Skin purging from active ingredients like retinoids, AHAs, and BHAs follows a predictable pattern: breakouts in areas you normally get acne, peaking around weeks 2–3, and resolving by week 6. ClearSkin's timeline makes this pattern visible.

Reactions don't improve

If a new product causes breakouts in unusual areas or gets worse after 6 weeks, it's likely a reaction, not purging. Tracking your skin daily lets you see the trajectory clearly instead of relying on a vague sense that things aren't improving.

Log products alongside your skin

ClearSkin tracks which products you use each day alongside your skin condition. When you introduce or remove a product, the timeline shows exactly what changed and when, no more guessing which product did what.

Test one change at a time

Dermatologists recommend introducing one new product at a time and waiting 4–6 weeks. ClearSkin makes this methodical approach practical by showing you clear before-and-after comparisons for each product change.

Frequently asked questions

How do I know if my skin is purging or breaking out?

Purging happens only with active ingredients that increase cell turnover (retinoids, AHAs, BHAs, vitamin C). It occurs in areas where you normally break out, involves small surface-level blemishes, and resolves within 4–6 weeks. A breakout from a comedogenic product can appear anywhere, includes deeper cysts or new problem areas, and doesn't improve with time. Tracking daily makes the difference obvious.

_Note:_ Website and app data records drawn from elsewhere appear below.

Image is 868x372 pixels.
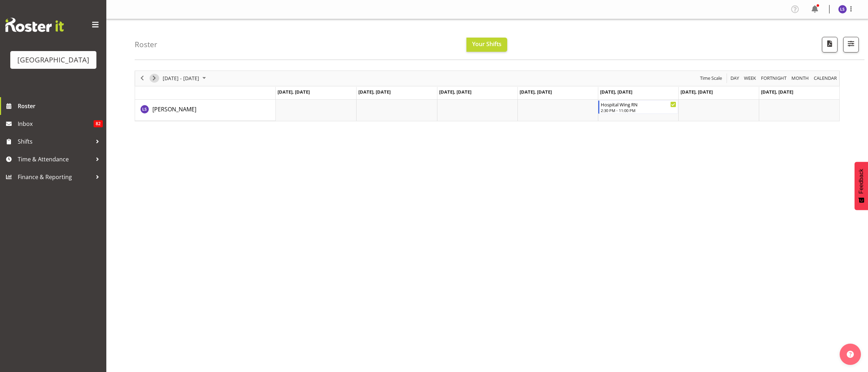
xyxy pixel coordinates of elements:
button: Timeline Day [730,74,741,82]
div: Sep 29 - Oct 05, 2025 [161,70,210,86]
button: Timeline Month [790,74,810,82]
div: Hospital Wing RN [600,100,676,108]
div: Timeline Week of October 3, 2025 [135,70,839,121]
span: [PERSON_NAME] [152,105,196,113]
span: Week [743,74,757,82]
button: Time Scale [699,74,724,82]
button: Download a PDF of the roster according to the set date range. [821,37,837,53]
span: calendar [813,74,837,82]
td: Liz Schofield resource [135,99,276,121]
button: Next [149,74,159,82]
img: liz-schofield10772.jpg [838,5,847,14]
span: [DATE], [DATE] [680,88,713,95]
span: [DATE], [DATE] [439,88,471,95]
span: Month [791,74,809,82]
div: Liz Schofield"s event - Hospital Wing RN Begin From Friday, October 3, 2025 at 2:30:00 PM GMT+13:... [598,100,678,114]
span: Time & Attendance [18,154,92,165]
span: [DATE], [DATE] [761,88,793,95]
button: September 2025 [161,74,209,82]
span: [DATE], [DATE] [520,88,552,95]
span: Your Shifts [472,40,501,48]
div: next period [148,70,161,86]
button: Month [813,74,838,82]
span: Inbox [18,118,93,129]
button: Feedback - Show survey [854,161,868,210]
button: Fortnight [759,74,787,82]
button: Previous [138,74,147,82]
span: [DATE] - [DATE] [162,74,200,82]
div: 2:30 PM - 11:00 PM [600,107,676,113]
span: Day [730,74,740,82]
span: Roster [18,100,103,111]
div: [GEOGRAPHIC_DATA] [17,54,89,65]
span: 82 [93,120,103,127]
span: Fortnight [760,74,787,82]
button: Your Shifts [466,37,507,52]
a: [PERSON_NAME] [152,104,196,114]
h4: Roster [135,41,157,48]
span: Feedback [858,169,865,194]
span: Shifts [18,136,92,147]
span: [DATE], [DATE] [278,88,310,95]
div: previous period [136,70,148,86]
span: [DATE], [DATE] [358,88,391,95]
img: help-xxl-2.png [847,351,854,358]
span: Finance & Reporting [18,172,92,182]
span: Time Scale [699,74,723,82]
button: Filter Shifts [843,37,859,53]
img: Rosterit website logo [5,18,64,32]
table: Timeline Week of October 3, 2025 [276,99,839,121]
span: [DATE], [DATE] [600,88,632,95]
button: Timeline Week [742,74,758,82]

Which skincare ingredients cause acne?

Comedogenic ingredients, those that clog pores, include certain oils (coconut oil, cocoa butter), heavy emollients (isopropyl myristate, lanolin), and some silicones. However, comedogenicity varies by person. What clogs one person's pores may be fine for another, which is why tracking your specific product reactions is more useful than memorising ingredient lists.

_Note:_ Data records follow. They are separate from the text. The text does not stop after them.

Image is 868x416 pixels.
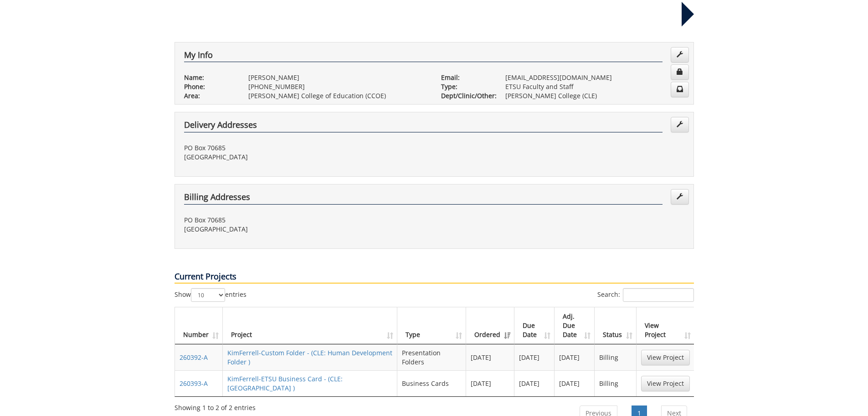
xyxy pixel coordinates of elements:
a: KimFerrell-Custom Folder - (CLE: Human Development Folder ) [227,349,393,366]
h4: Delivery Addresses [184,121,663,132]
p: ETSU Faculty and Staff [506,82,685,91]
a: Change Password [671,64,689,80]
a: Edit Addresses [671,117,689,132]
th: Number: activate to sort column ascending [175,307,223,344]
th: Project: activate to sort column ascending [223,307,397,344]
td: Business Cards [397,370,466,396]
p: Current Projects [175,270,694,284]
label: Show entries [175,288,246,302]
th: Due Date: activate to sort column ascending [515,307,554,344]
td: Billing [595,344,636,370]
input: Search: [623,288,694,302]
th: View Project: activate to sort column ascending [636,307,695,344]
td: Presentation Folders [397,344,466,370]
h4: Billing Addresses [184,192,663,205]
td: [DATE] [554,344,595,370]
p: [PERSON_NAME] College (CLE) [506,91,685,100]
td: [DATE] [515,344,554,370]
p: [EMAIL_ADDRESS][DOMAIN_NAME] [506,73,685,82]
p: Dept/Clinic/Other: [441,91,492,100]
label: Search: [598,288,694,302]
a: KimFerrell-ETSU Business Card - (CLE: [GEOGRAPHIC_DATA] ) [227,374,342,392]
p: [GEOGRAPHIC_DATA] [184,224,428,233]
a: 260393-A [180,379,208,387]
div: Showing 1 to 2 of 2 entries [175,400,255,412]
th: Type: activate to sort column ascending [397,307,466,344]
p: Area: [184,91,235,100]
select: Showentries [191,288,225,302]
td: [DATE] [515,370,554,396]
a: 260392-A [180,353,208,362]
p: Phone: [184,82,235,91]
p: PO Box 70685 [184,215,428,224]
a: Edit Info [671,47,689,62]
a: View Project [641,376,690,391]
p: Name: [184,73,235,82]
p: [PHONE_NUMBER] [249,82,428,91]
p: [PERSON_NAME] College of Education (CCOE) [249,91,428,100]
p: Type: [441,82,492,91]
td: [DATE] [466,344,515,370]
td: [DATE] [554,370,595,396]
td: [DATE] [466,370,515,396]
p: [PERSON_NAME] [249,73,428,82]
th: Ordered: activate to sort column ascending [466,307,515,344]
a: Change Communication Preferences [671,81,689,97]
td: Billing [595,370,636,396]
a: Edit Addresses [671,189,689,205]
h4: My Info [184,51,663,62]
p: [GEOGRAPHIC_DATA] [184,152,428,161]
p: Email: [441,73,492,82]
p: PO Box 70685 [184,143,428,152]
a: View Project [641,349,690,365]
th: Status: activate to sort column ascending [595,307,636,344]
th: Adj. Due Date: activate to sort column ascending [554,307,595,344]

How long should I try a new skincare product before deciding if it works?

Give active ingredients (retinoids, acids) at least 6 weeks to account for a purging period. For non-active products (moisturisers, cleansers), 2–4 weeks is usually enough. If you're getting worse at any point with a non-active product, stop immediately. ClearSkin's timeline helps you track this window precisely.

Stop guessing about your products.

Track every product change and see exactly what helps your skin and what hurts it.

Download on the
App Store

Free. No account required.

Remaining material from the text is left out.